IBM, Johnson and Johnson,  and McDonalds are issuing debt with rates comparable to US government debt and at lower rates than that offered by many foreign governments. What does this mean?  That bond buyers consider blue chip corporations as safe as the government which has the power to print money.  That is profound: we have greater faith in the power to create and produce than we have in the power in government.  The secret to surviving and prospering in a country with the government gone wild is to somehow insulate your life from the ill effects of a looter mentality; to make government as irrelevant as you can.

While our current regime is as anti-business as any seen in some time, stocks may be the preferred investment choice. Real estate is still rocky.  With interest rates so low, they only have one way to go, and that makes bonds a risky investment.  Gold is so popular that the contrarian in me hesitates, and few remember how gold collapsed from $800 an ounce to nearly $200 from the 1970’s to the 1980’s.

While many near retirement fear the low interest rates will strongly impact their retirement income, this low interest rate may not be so bad if we do incur any deflation.  A 1% yield against a 3% decline in prices (deflation) is a real 4% gain in purchasing power.

The impact of the huge national debt may be offset by the eradication of wealth in the real estate collapse. This may explain how we have so much debt, yet prices are stagnant.

The federal stimulus is negated by the cuts in state spending and the unwinding of the credit bubble.  The stimulus is unable to counteract the lack of confidence and trust. People are saving instead of spending because of the combination of fear and the collapse of credit. The government and the fed  is trying to stimulate a demand that may not exist. They are fighting the last recession. This one is different.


● **Task item**
Go through the lines below and copy any that hold the string "name".
Segment Start: Records to process
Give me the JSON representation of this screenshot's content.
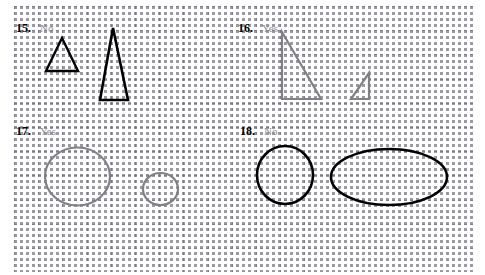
{
  "page": {
    "width": 485,
    "height": 275,
    "background_color": "#ffffff",
    "grid": {
      "style": "dotted",
      "spacing_px": 24,
      "color": "#787884"
    }
  },
  "palette": {
    "black": "#000000",
    "gray_shape": "#808088",
    "gray_text": "#8e8e96",
    "grid": "#787884"
  },
  "problems": [
    {
      "id": "15",
      "number": "15.",
      "answer": "No",
      "answer_color": "#8e8e96",
      "shape_color": "#000000",
      "shape_kind": "triangle",
      "count": 2,
      "shapes": [
        {
          "name": "small-triangle",
          "kind": "triangle",
          "points": "62,38 78,71 46,71",
          "stroke": "#000000",
          "stroke_width": 2.4
        },
        {
          "name": "tall-triangle",
          "kind": "triangle",
          "points": "113,28 128,100 100,100",
          "stroke": "#000000",
          "stroke_width": 2.6
        }
      ]
    },
    {
      "id": "16",
      "number": "16.",
      "answer": "Yes",
      "answer_color": "#8e8e96",
      "shape_color": "#808088",
      "shape_kind": "right-triangle",
      "count": 2,
      "shapes": [
        {
          "name": "large-right-triangle",
          "kind": "triangle",
          "points": "282,32 282,99 321,99",
          "stroke": "#808088",
          "stroke_width": 2.2
        },
        {
          "name": "small-right-triangle",
          "kind": "triangle",
          "points": "369,73 351,99 369,99",
          "stroke": "#808088",
          "stroke_width": 2.2
        }
      ]
    },
    {
      "id": "17",
      "number": "17.",
      "answer": "Yes",
      "answer_color": "#8e8e96",
      "shape_color": "#808088",
      "shape_kind": "circle",
      "count": 2,
      "shapes": [
        {
          "name": "large-circle",
          "kind": "ellipse",
          "cx": 77.5,
          "cy": 176.5,
          "rx": 32.5,
          "ry": 29,
          "stroke": "#808088",
          "stroke_width": 2.2
        },
        {
          "name": "small-circle",
          "kind": "ellipse",
          "cx": 160.5,
          "cy": 189,
          "rx": 17.5,
          "ry": 16,
          "stroke": "#808088",
          "stroke_width": 2.2
        }
      ]
    },
    {
      "id": "18",
      "number": "18.",
      "answer": "No",
      "answer_color": "#8e8e96",
      "shape_color": "#000000",
      "shape_kind": "circle-and-ellipse",
      "count": 2,
      "shapes": [
        {
          "name": "circle",
          "kind": "ellipse",
          "cx": 285,
          "cy": 175,
          "rx": 28,
          "ry": 29,
          "stroke": "#000000",
          "stroke_width": 2.6
        },
        {
          "name": "wide-ellipse",
          "kind": "ellipse",
          "cx": 389,
          "cy": 177,
          "rx": 58,
          "ry": 28,
          "stroke": "#000000",
          "stroke_width": 2.6
        }
      ]
    }
  ]
}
Segment End: Records to process
● **Answer section**
          "name": "small-triangle",
          "name": "tall-triangle",
          "name": "large-right-triangle",
          "name": "small-right-triangle",
          "name": "large-circle",
          "name": "small-circle",
          "name": "circle",
          "name": "wide-ellipse",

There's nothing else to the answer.